| Summary: | In the context of oncological drug trials, the semi-parametric Cox proportional hazards model is traditionally used to establish treatment efficacy based on patient response to treatment. However, the analysis is limited to answering questions about treatment efficacy only, since the focus is usually on a single event of interest (such as significant tumour shrinkage).
It would instead be in the interest of patients to address whether a clinically effective drug is potentially beneficial, in terms of whether it can treat cancer while being relatively tolerable compared to alternative treatments. To address this, we propose modelling the entire patient history using a semi-Markov multi-state model so that we can simultaneously consider all possible events that can be experienced by patients. Furthermore, if one defines all possible events to be detrimental to the patient, we can quantify differences in patient benefit by considering each of the active and control treatment arms and the time patients spend in one or more states.
We propose two general statistical procedures to compare patients in each treatment arm. The first procedure is based on differences in expected sojourn time in subsets of states of interest, while the second procedure is based on differences in the survival function of the holding time in specific states. In each case, the test statistic is a function of the maximum likelihood estimates of model parameters. The delta method is used for statistical inference. Properties of the proposed statistical procedures are assessed by means of a simulation study, including analyses of power and effects of model misspecification. The main result is that each test is able to detect significant patient benefit relatively easily, with limiting factors being sample size and high rates of right-censoring.
Finally, a real dataset is analysed and our method is compared to each of the Cox proportional hazards model and the Fine-Gray proportional hazards model. The main conclusion is that our method is more flexible and insightful when considering patient benefit.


* [Prompt] Word for word, reproduce every line of the data.

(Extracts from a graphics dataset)
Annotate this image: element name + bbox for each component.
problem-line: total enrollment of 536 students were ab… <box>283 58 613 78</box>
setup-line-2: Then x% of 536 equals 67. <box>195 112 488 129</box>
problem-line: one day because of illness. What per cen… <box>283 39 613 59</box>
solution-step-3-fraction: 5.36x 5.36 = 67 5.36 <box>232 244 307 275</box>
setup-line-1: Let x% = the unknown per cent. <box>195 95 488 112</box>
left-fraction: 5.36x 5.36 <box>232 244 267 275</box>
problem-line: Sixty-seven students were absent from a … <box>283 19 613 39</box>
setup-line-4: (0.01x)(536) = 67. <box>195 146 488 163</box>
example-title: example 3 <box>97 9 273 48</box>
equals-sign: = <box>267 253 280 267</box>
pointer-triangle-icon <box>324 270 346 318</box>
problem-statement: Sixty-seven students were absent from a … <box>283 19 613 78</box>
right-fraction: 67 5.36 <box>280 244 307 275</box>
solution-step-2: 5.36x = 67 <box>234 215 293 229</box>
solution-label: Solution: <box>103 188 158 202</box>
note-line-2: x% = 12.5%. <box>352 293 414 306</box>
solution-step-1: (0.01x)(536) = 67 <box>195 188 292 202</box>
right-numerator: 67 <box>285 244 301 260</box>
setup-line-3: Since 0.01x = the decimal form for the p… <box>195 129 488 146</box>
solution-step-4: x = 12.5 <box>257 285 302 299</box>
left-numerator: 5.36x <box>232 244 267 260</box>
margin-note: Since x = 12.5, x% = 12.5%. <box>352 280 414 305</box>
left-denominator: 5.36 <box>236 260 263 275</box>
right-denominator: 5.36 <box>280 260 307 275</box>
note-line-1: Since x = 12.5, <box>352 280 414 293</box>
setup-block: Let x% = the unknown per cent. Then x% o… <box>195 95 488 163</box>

* [Exercise result]
Annotate this image: element name + bbox for each component.
problem-line: total enrollment of 536 students were ab… <box>283 58 613 78</box>
setup-line-2: Then x% of 536 equals 67. <box>195 112 488 129</box>
problem-line: one day because of illness. What per cen… <box>283 39 613 59</box>
solution-step-3-fraction: 5.36x 5.36 = 67 5.36 <box>232 244 307 275</box>
setup-line-1: Let x% = the unknown per cent. <box>195 95 488 112</box>
left-fraction: 5.36x 5.36 <box>232 244 267 275</box>
problem-line: Sixty-seven students were absent from a … <box>283 19 613 39</box>
setup-line-4: (0.01x)(536) = 67. <box>195 146 488 163</box>
example-title: example 3 <box>97 9 273 48</box>
equals-sign: = <box>267 253 280 267</box>
pointer-triangle-icon <box>324 270 346 318</box>
problem-statement: Sixty-seven students were absent from a … <box>283 19 613 78</box>
right-fraction: 67 5.36 <box>280 244 307 275</box>
solution-step-2: 5.36x = 67 <box>234 215 293 229</box>
solution-label: Solution: <box>103 188 158 202</box>
note-line-2: x% = 12.5%. <box>352 293 414 306</box>
solution-step-1: (0.01x)(536) = 67 <box>195 188 292 202</box>
right-numerator: 67 <box>285 244 301 260</box>
setup-line-3: Since 0.01x = the decimal form for the p… <box>195 129 488 146</box>
solution-step-4: x = 12.5 <box>257 285 302 299</box>
left-numerator: 5.36x <box>232 244 267 260</box>
margin-note: Since x = 12.5, x% = 12.5%. <box>352 280 414 305</box>
left-denominator: 5.36 <box>236 260 263 275</box>
right-denominator: 5.36 <box>280 260 307 275</box>
note-line-1: Since x = 12.5, <box>352 280 414 293</box>
setup-block: Let x% = the unknown per cent. Then x% o… <box>195 95 488 163</box>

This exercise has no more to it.